On the results of the IBM plus Intel optimization work to run watsonx.data on Intel Xeon Scalable processors via open source contributions to the Presto query engine.

“For over a year, we have worked to optimize the performance of Presto 2.0, the next-generation of Presto being developed by Meta, IBM, Intel, and others that run Presto with Velox, an open-source C++ native acceleration library designed to be composable across compute engines. We’ve focused on the TPC-DS analytical workloads benchmark. This optimization happens at every layer in the stack, from the query optimizer to the query engine and the storage tier. Our results to date show massive improvements compared to traditional open-source Presto."
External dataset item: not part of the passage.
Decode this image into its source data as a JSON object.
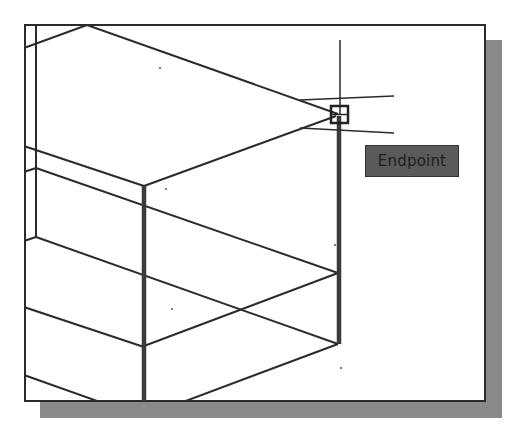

On IBM’s work with Intel® Gaudi® accelerators and why it’s important to watsonx

“AI workloads today are from a relatively small number of companies that are training foundation models and a much larger number of enterprises that are customizing those models with their data and integrating AI with their enterprise applications. This diversity of workloads across hybrid cloud environments and varying SLAs means that enterprises will need to decide where to run what in order to co-locate and scale AI. Our work with Intel Gaudi accelerators provides our joint clients the flexibility to optimize their training, tuning, and inferencing workloads to achieve optimal performance, which is critical for scaling AI across the enterprise.”

How can you get started with IBM watsonx.data?

Try watsonx.data yourself with a free trial.

 

*Based on Intel internal testing as of 04/15/24 on 1-node, 2x INTEL(R) XEON(R) PLATINUM 8592+, 64 cores, HT On, Turbo On, NUMA 2, Total Memory 2048GB (32x64GB DDR5 5600 MT/s [5600 MT/s]), BIOS 3B05.TEL4P1, microcode 0x21000161, 2x Ethernet Controller 10-Gigabit X540-AT2, 1x 1.7T INTEL SSDSC2KG019T8, 4x 3.5T INTEL SSDPF2KX038TZ, Red Hat Enterprise Linux 9.2 (Plow), 5.14.0-284.30.1.el9_2.x86_64 and a pre-release version of watsonx.data 2.0 (build 80) with query optimizer only applied to queries with performance benefits. Performance varies by use, configuration, and other factors. Learn more on the Performance Index site. Performance results are based on testing as of dates shown in configurations and may not reflect all publicly available updates. No product or component can be absolutely secure. Your costs and results may vary. Intel technologies may require enabled hardware, software, or service activation.